Don’t Reason From Anecdata: Whatever your discipline, you have seen the moment where the student says something like, “Well, my granddad smoked like a chimney and he lived to be 93 so I don’t think smoking is that bad for you.” The professor then (gently) points out that we shouldn’t reason from isolated experiences at particular moments in time, but rather from systematic data, structure and evidence. Yet time and time again in the debate about DKU, particular anecdotes about “having had a good class in Kunshan with a really open discussion” were offered as evidence that the structural authoritarianism of the country would not be a problem. We would not tolerate such sloppy logic from our students for a moment.

What is the Exit Strategy?:The rule of law does not exist in China in the way we understand it. Contracts, laws and guarantees are subject to political exigency—they work until they don’t, which is generally at the moment they are needed; a time of repression. DKU has “guarantees” of free speech from a government that does not for a moment honor the “guarantees” in its own constitution. Duke’s only threat is that we will walk away from the whole campus, leaving our students and faculty high and dry. Leave aside the fact that China almost always charges “troublemakers” with additional wrongs: a lot of those imprisoned human rights lawyers were also accused of crimes such as sexual predation. Weird, huh. And would we defend that student, that faculty member? In a factually murky situation, with lots of accusations? What precise level of repression will cause us to shut down an entire university? I asked the Provost and she said that the administration had not considered that question.
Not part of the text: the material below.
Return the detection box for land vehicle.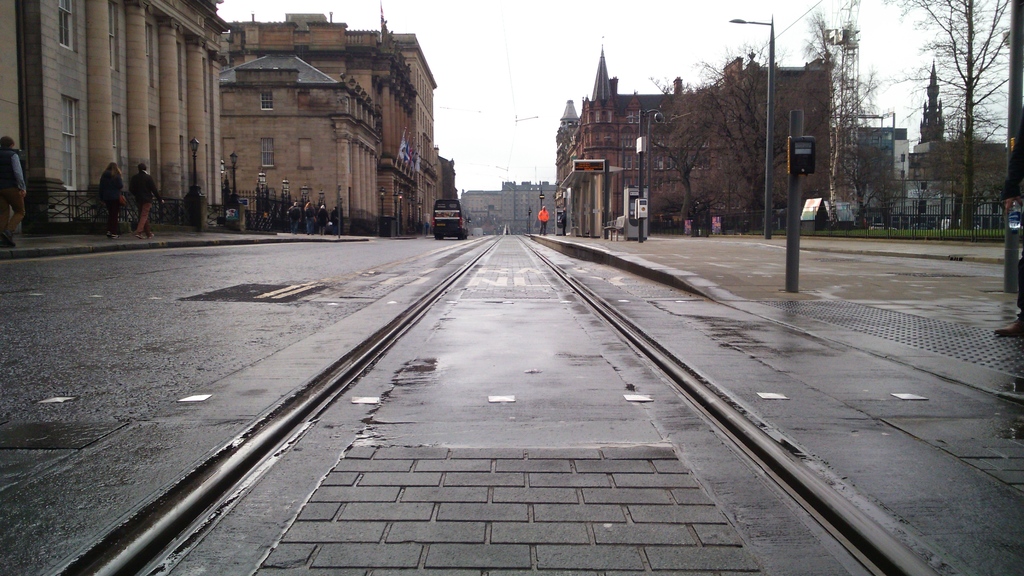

Principles Matter: And this is the most important point of all. China has made a bet that it can harness the productive power of free-ish markets without providing the freedoms of liberal society to go along with them. China’s leaders are not dumb and they realize that knowledge workers in an information society need to think critically and creatively. Liberal education gives just that training. Hence they like the idea of a campus like DKU. But the student at Duke whose education leads her to become a civil rights activist, an advocate for gay rights, a critic of the carceral state or a member of an unapproved religion (there are only 5 approved religions in China) has the freedom to act on those beliefs.
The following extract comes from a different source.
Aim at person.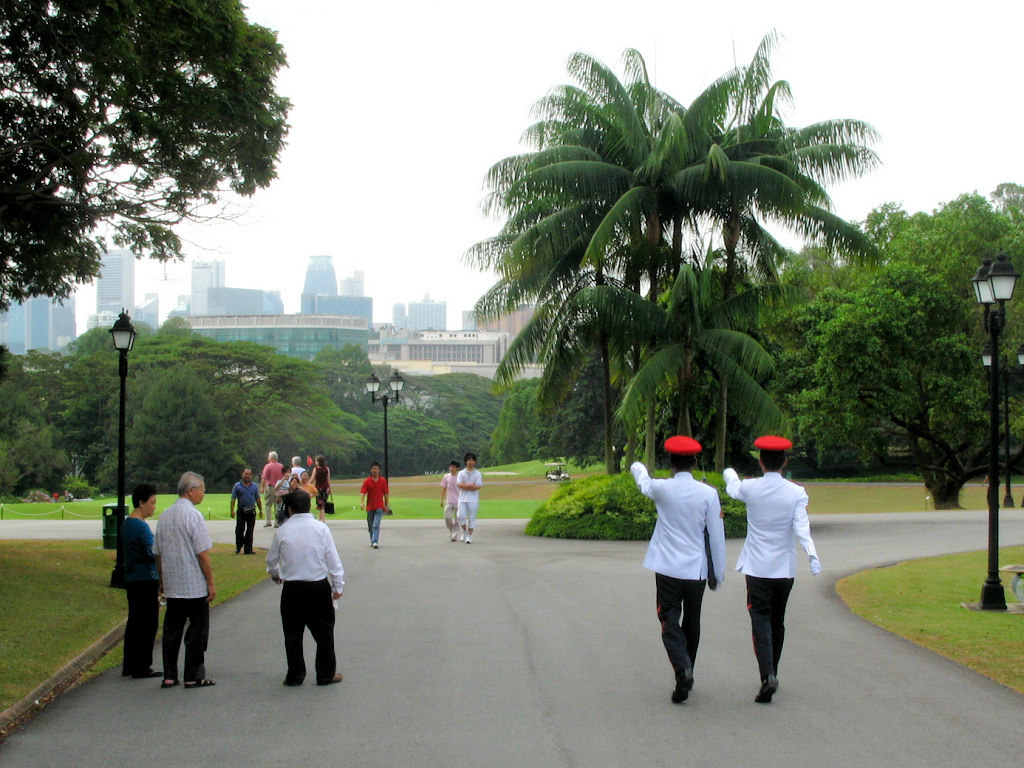
Aimed at x1=724 y1=436 x2=824 y2=711.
And that, China is not willing to grant. It wants “neutered” liberal education—ability to think critically without the freedom to say or do anything about it outside of the classroom. And that is the precise deal that Duke is agreeing to. We are offering to supply that neutered education, making ourselves complicit in their plan. But freedom to think critically without the freedom to act on those critical thoughts is not liberal education. Imagine the student at DKU who is moved by a class discussion to hand out copies of the Chinese Constitution on campus, agitate for Falun Gong, or criticize the government’s appalling human rights or environmental record. When they come for that student, will we tell him, “Sorry, this was liberal education lite. We never meant all those noble pieties we taught you”? We should be ashamed that, as a university community, we are even considering the idea.

James Boyle is the William Neal Reynolds Professor of Law at Duke Law School.